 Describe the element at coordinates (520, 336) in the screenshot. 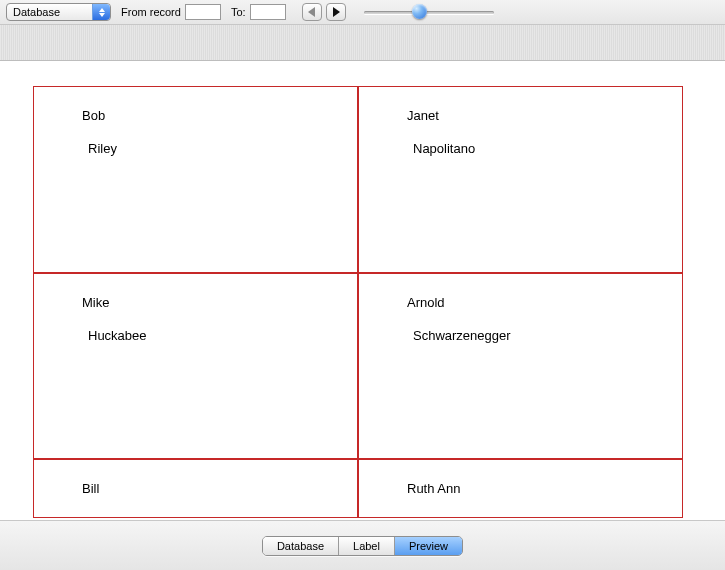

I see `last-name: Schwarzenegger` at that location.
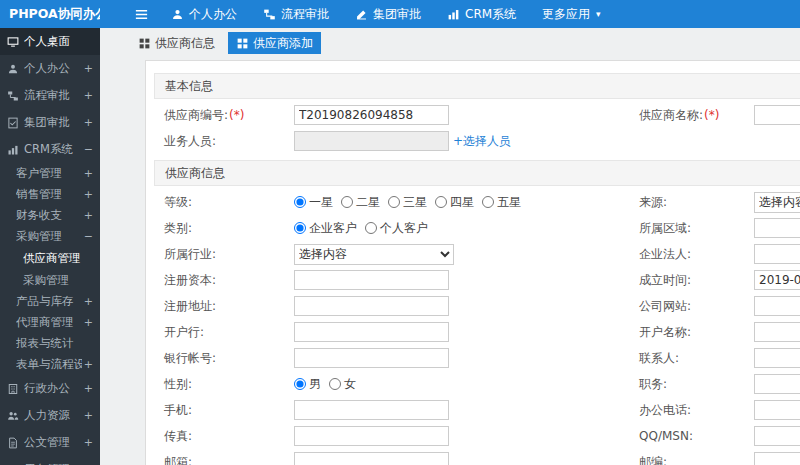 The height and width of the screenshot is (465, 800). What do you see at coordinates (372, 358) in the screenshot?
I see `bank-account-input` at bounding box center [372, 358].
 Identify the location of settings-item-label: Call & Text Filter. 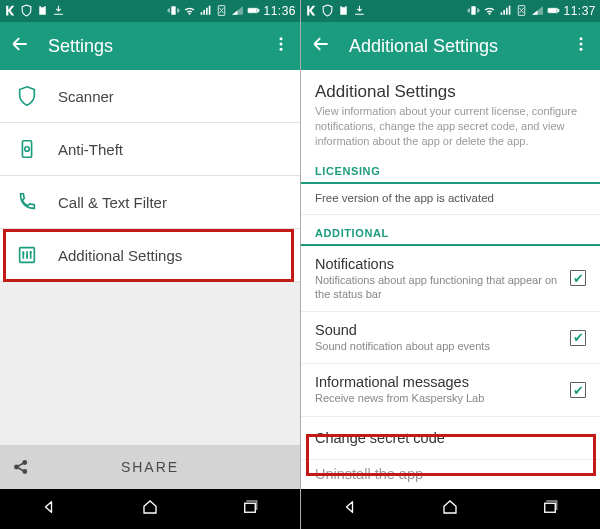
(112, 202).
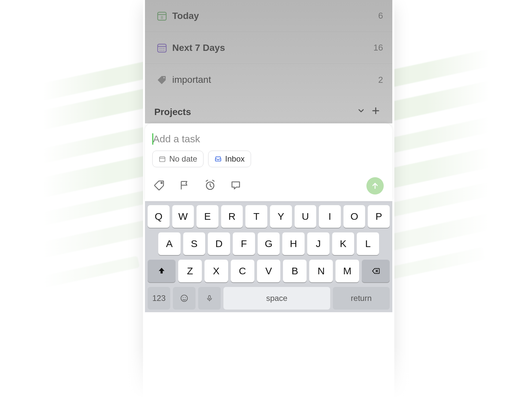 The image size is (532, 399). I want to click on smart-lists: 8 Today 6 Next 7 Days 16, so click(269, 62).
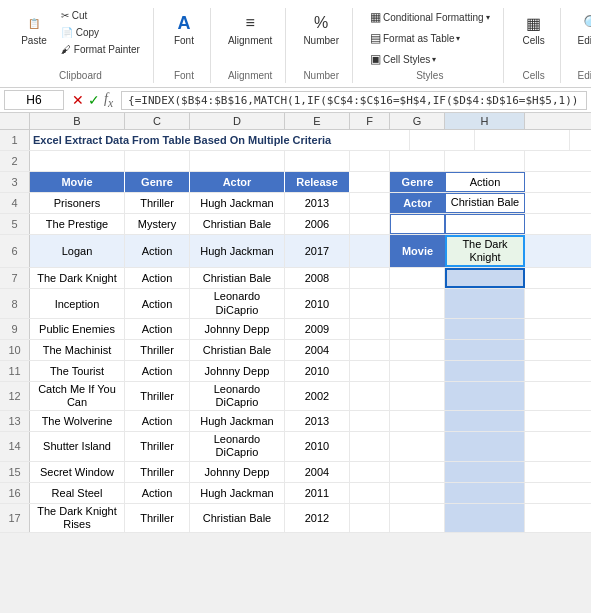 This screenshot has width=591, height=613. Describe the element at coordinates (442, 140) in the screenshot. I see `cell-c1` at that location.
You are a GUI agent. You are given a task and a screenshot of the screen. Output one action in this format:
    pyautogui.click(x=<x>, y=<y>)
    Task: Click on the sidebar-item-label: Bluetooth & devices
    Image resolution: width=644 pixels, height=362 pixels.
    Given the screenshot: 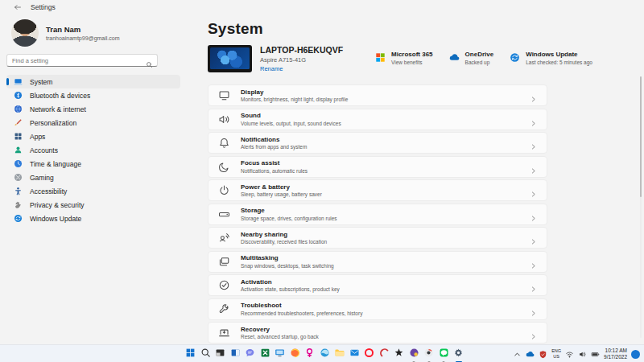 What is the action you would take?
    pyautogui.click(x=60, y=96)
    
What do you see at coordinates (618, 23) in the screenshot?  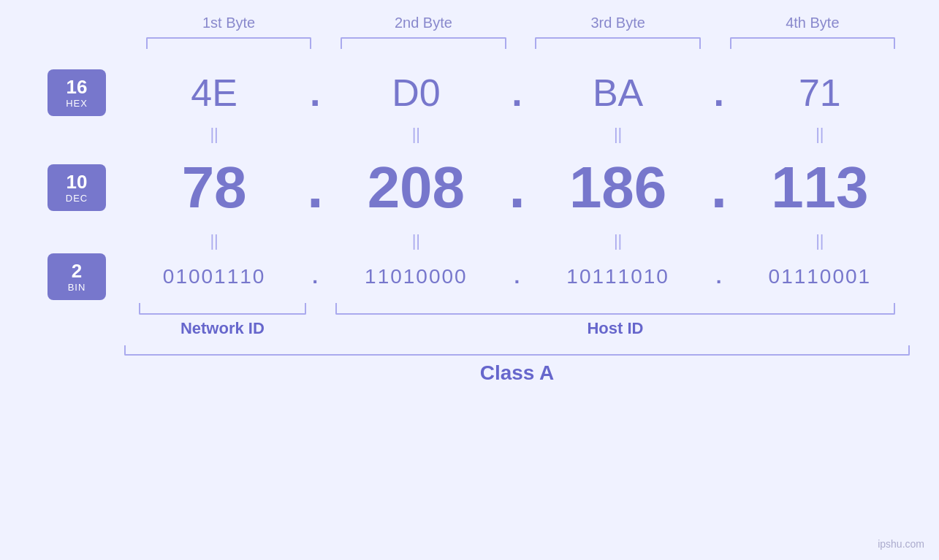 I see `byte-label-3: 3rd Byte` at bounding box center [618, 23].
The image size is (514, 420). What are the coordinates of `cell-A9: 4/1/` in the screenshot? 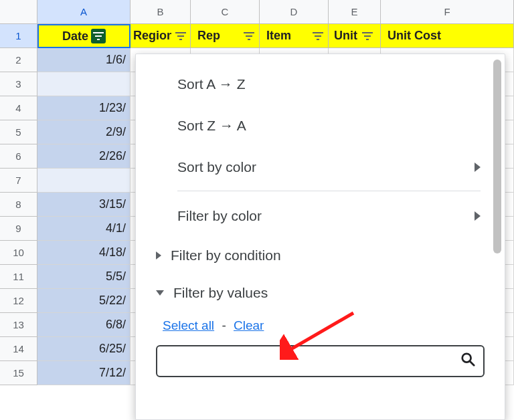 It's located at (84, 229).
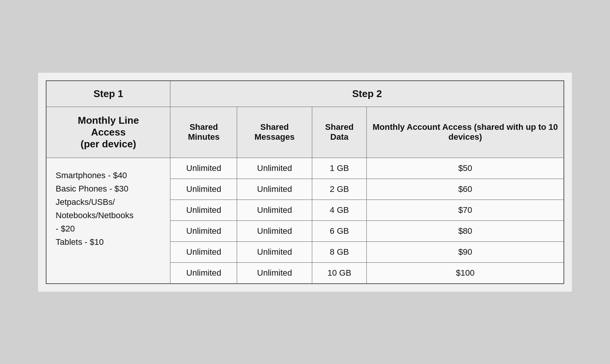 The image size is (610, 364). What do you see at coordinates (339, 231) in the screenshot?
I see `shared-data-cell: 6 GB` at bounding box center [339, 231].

_ _ _ _ _

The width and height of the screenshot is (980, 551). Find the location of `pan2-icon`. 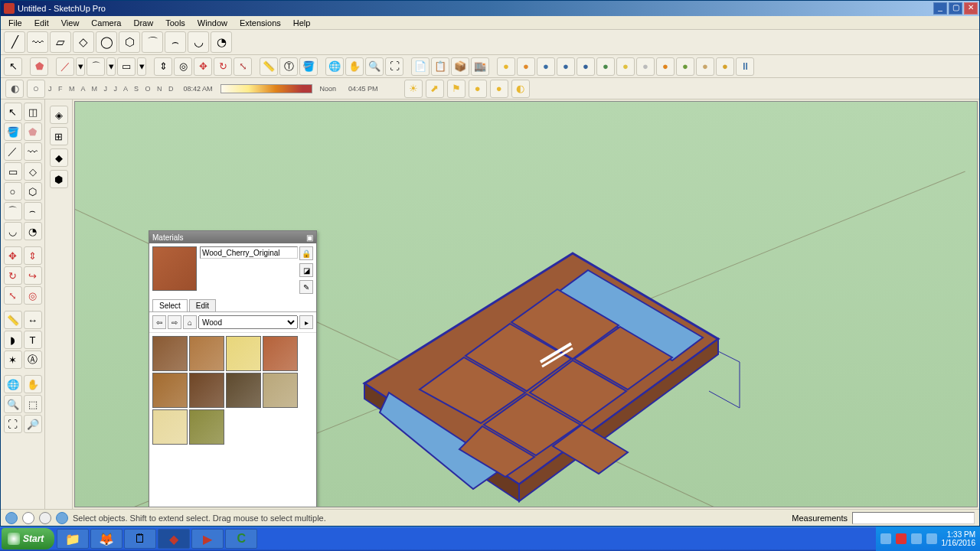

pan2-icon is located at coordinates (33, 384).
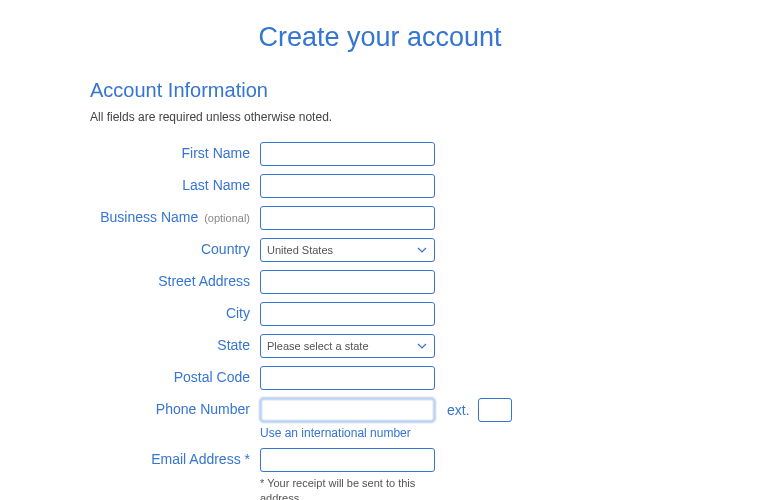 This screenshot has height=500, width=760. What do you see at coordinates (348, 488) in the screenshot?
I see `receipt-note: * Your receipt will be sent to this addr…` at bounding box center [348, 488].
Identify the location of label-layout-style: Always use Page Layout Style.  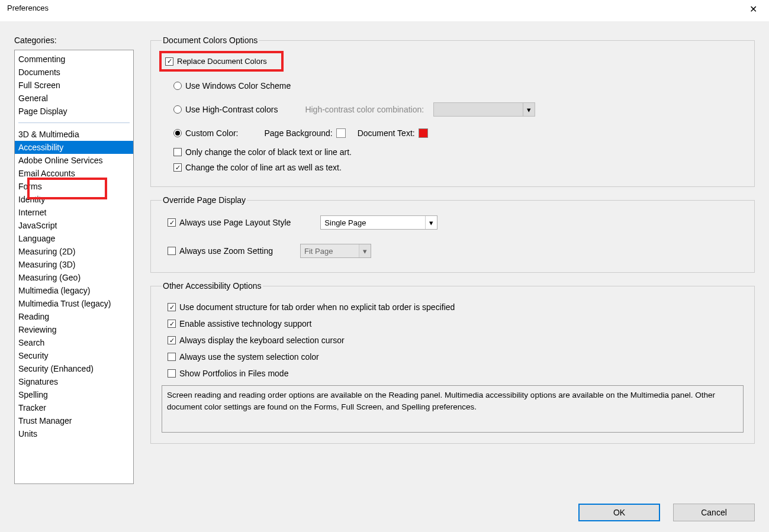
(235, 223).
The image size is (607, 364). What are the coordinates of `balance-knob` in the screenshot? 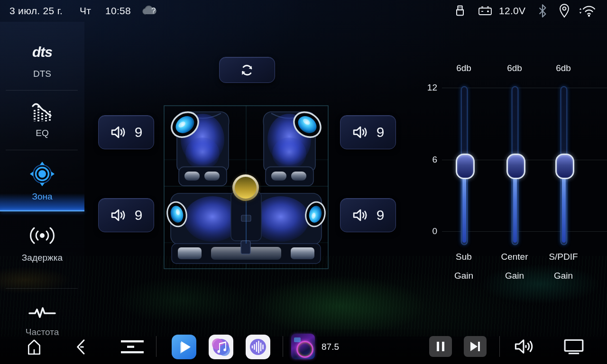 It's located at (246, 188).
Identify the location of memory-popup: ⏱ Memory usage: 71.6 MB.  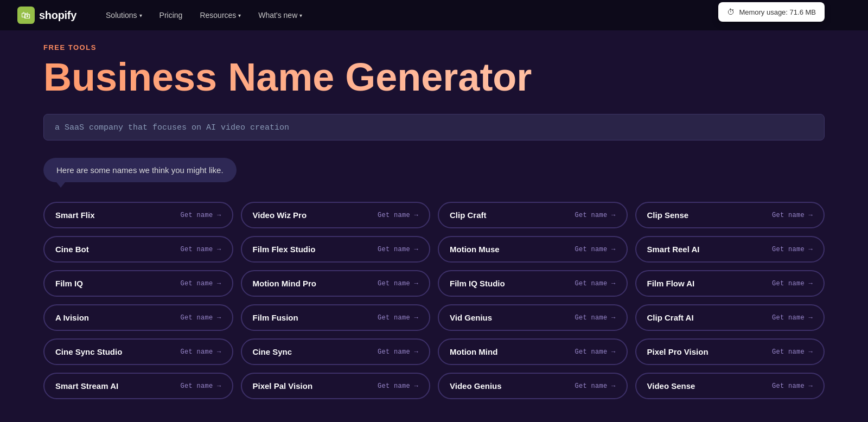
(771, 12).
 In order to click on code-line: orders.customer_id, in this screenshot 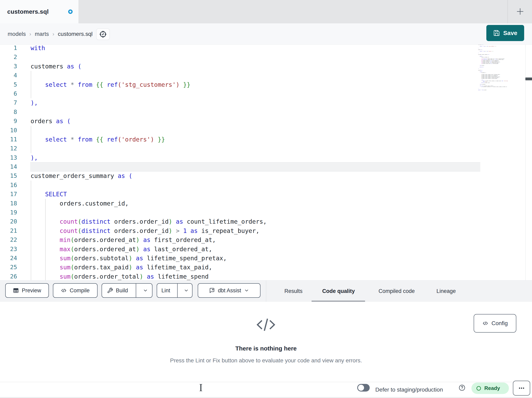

_ _ _ _ _

- Assignment: Please return the material above only from the line that holds "Identify the location of settings-item-label: Call" through the line that holds "Image resolution: width=644", exactly as it stands, ends included and pictures omitted.

- Answer to this task:
 Identify the location of settings-item-label: Call & Text Filter. 
(112, 202).
 The image size is (532, 399). I want to click on smart-lists: 8 Today 6 Next 7 Days 16, so click(269, 62).
 This screenshot has width=591, height=613. Describe the element at coordinates (442, 140) in the screenshot. I see `cell-c1` at that location.
You are a GUI agent. You are given a task and a screenshot of the screen. Output one action in this format:
    pyautogui.click(x=<x>, y=<y>)
    Task: Click on the sidebar-item-label: Bluetooth & devices
    Image resolution: width=644 pixels, height=362 pixels.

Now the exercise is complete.